BMJ Global Health (Jul 2020)

The COVID-19 pandemic: diverse contexts; different epidemics—how and why?

  • Peter Aaby,
  • Seye Abimbola,
  • Kristien Verdonck,
  • Sameh Al-Awlaqi,
  • Gerald Bloom,
  • Joël Arthur Kiendrébéogo,
  • Alexandre Delamou,
  • Por Ir,
  • Kefilath Bello,
  • Jean-Paul Dossou,
  • Remco van de Pas,
  • Wim Van Damme,
  • Ritwik Dahake,
  • Brecht Ingelbeen,
  • Edwin Wouters,
  • Guido Vanham,
  • Stefaan Van der Borght,
  • Devadasan Narayanan,
  • Ian Van Engelgem,
  • Mohamed Ali Ag Ahmed,
  • Vincent De Brouwere,
  • Helmut Kloos,
  • Andreas Kalk,
  • NS Prashanth,
  • Jean-Jacques Muyembe-Tamfum,
  • Placide Mbala,
  • Steve Ahuka-Mundeke,
  • Yibeltal Assefa

DOI
https://doi.org/10.1136/bmjgh-2020-003098
Journal volume & issue
Vol. 5, no. 7

Abstract

Read online

It is very exceptional that a new disease becomes a true pandemic. Since its emergence in Wuhan, China, in late 2019, severe acute respiratory syndrome coronavirus 2 (SARS-CoV-2), the virus that causes COVID-19, has spread to nearly all countries of the world in only a few months. However, in different countries, the COVID-19 epidemic takes variable shapes and forms in how it affects communities. Until now, the insights gained on COVID-19 have been largely dominated by the COVID-19 epidemics and the lockdowns in China, Europe and the USA. But this variety of global trajectories is little described, analysed or understood. In only a few months, an enormous amount of scientific evidence on SARS-CoV-2 and COVID-19 has been uncovered (knowns). But important knowledge gaps remain (unknowns). Learning from the variety of ways the COVID-19 epidemic is unfolding across the globe can potentially contribute to solving the COVID-19 puzzle. This paper tries to make sense of this variability—by exploring the important role that context plays in these different COVID-19 epidemics; by comparing COVID-19 epidemics with other respiratory diseases, including other coronaviruses that circulate continuously; and by highlighting the critical unknowns and uncertainties that remain. These unknowns and uncertainties require a deeper understanding of the variable trajectories of COVID-19. Unravelling them will be important for discerning potential future scenarios, such as the first wave in virgin territories still untouched by COVID-19 and for future waves elsewhere.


WHAT TO PRODUCE:
Search the entries for lines that contain the word "bounding", and report each one found.

Source records:

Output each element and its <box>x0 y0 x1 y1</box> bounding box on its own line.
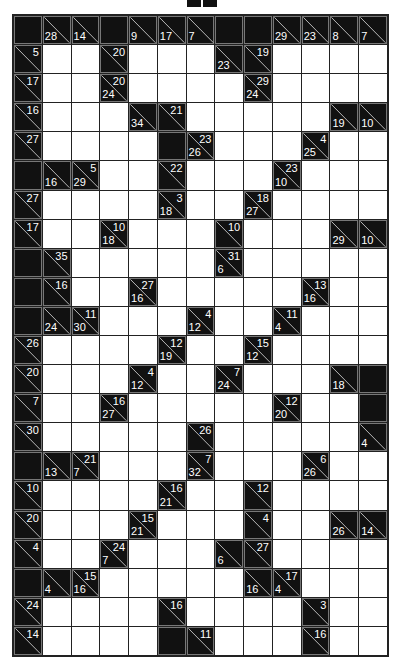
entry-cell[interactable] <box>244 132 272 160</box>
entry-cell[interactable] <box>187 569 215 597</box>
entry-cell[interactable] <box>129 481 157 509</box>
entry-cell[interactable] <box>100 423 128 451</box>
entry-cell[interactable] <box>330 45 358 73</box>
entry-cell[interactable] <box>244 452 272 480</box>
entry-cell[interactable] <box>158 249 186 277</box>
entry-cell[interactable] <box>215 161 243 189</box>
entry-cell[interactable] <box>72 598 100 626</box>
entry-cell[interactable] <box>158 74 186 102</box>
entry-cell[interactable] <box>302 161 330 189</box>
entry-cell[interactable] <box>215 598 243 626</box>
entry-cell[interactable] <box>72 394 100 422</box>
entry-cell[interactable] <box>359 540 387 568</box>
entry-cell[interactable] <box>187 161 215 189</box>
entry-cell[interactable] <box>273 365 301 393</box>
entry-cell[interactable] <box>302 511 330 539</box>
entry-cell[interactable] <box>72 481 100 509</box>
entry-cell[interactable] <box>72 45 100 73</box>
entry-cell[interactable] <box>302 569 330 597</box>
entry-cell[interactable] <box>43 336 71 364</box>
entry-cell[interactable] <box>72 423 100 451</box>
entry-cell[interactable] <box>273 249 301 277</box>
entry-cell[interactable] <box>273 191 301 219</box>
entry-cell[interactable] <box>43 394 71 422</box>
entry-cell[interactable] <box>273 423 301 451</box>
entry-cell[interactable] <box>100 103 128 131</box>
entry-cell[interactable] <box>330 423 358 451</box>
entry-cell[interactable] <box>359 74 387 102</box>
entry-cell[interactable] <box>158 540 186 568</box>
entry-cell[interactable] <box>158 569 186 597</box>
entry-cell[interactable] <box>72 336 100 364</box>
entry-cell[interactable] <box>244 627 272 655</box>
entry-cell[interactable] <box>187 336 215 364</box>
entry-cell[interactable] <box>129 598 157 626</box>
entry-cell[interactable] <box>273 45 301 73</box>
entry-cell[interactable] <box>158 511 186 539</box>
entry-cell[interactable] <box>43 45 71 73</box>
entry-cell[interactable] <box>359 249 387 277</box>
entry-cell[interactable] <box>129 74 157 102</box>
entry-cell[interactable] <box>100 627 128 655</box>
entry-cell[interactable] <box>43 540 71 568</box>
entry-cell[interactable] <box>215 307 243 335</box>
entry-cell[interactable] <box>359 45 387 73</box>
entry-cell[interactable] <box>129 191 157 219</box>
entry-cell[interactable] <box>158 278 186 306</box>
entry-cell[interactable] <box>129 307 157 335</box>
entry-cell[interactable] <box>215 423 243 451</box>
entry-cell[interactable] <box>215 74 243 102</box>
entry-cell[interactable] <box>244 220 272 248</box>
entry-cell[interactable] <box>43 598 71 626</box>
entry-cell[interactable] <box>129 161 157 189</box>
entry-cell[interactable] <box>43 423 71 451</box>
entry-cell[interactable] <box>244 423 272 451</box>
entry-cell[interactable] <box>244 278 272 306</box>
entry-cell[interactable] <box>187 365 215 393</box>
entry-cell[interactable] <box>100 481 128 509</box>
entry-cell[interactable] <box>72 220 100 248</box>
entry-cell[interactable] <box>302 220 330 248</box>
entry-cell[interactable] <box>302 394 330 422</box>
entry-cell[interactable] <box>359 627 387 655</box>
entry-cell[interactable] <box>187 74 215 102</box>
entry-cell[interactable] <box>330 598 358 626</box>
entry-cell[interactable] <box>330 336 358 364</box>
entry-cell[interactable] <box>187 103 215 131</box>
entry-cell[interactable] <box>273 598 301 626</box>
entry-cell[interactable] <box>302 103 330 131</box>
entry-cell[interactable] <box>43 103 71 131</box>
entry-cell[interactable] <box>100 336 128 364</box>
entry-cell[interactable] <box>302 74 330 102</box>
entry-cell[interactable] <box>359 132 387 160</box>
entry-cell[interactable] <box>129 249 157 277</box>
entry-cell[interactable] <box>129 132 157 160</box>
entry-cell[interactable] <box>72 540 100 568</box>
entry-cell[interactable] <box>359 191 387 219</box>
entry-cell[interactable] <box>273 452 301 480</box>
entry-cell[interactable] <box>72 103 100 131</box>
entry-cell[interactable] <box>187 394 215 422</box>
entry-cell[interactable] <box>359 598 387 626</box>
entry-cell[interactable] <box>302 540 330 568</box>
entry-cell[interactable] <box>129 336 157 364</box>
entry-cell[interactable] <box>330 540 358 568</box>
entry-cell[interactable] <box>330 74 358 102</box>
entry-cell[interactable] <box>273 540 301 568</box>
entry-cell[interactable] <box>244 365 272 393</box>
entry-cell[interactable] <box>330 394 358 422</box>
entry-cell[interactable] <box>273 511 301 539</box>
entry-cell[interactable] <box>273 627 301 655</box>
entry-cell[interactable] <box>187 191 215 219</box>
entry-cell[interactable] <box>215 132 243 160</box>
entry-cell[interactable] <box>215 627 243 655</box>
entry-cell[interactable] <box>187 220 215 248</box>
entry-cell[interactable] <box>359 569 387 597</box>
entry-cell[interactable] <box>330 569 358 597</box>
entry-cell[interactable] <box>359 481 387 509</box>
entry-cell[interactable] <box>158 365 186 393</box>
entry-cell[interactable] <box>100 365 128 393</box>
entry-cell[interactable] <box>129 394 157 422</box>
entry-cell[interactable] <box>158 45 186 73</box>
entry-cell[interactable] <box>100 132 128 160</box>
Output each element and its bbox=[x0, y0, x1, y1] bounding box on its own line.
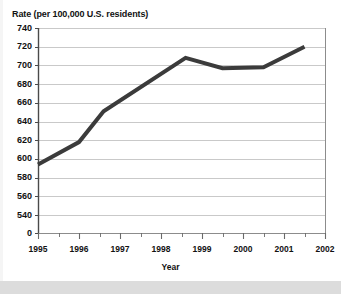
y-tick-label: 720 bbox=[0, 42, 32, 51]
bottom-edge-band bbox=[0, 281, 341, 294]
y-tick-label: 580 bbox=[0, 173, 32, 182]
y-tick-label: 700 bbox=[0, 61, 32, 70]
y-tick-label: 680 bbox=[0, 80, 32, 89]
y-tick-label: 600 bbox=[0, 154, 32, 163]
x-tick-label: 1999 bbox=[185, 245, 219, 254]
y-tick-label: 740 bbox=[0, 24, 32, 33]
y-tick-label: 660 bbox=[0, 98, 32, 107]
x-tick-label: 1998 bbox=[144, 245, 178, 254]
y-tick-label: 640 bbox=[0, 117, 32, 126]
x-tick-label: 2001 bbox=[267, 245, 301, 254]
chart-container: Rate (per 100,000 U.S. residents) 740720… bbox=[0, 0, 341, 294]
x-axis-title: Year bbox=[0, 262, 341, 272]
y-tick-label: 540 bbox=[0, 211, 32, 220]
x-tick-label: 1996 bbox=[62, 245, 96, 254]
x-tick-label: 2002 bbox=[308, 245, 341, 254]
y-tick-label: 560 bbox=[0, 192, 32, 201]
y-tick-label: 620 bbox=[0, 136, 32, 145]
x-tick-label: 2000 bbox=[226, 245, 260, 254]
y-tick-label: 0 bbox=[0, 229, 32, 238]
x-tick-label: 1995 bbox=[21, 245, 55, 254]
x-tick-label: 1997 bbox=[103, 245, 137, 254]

SOLUTION TO THE PROBLEM:
Output each element and its <box>x0 y0 x1 y1</box> bounding box on its own line.
Output each element and its bbox=[x0, y0, x1, y1] bounding box on its own line.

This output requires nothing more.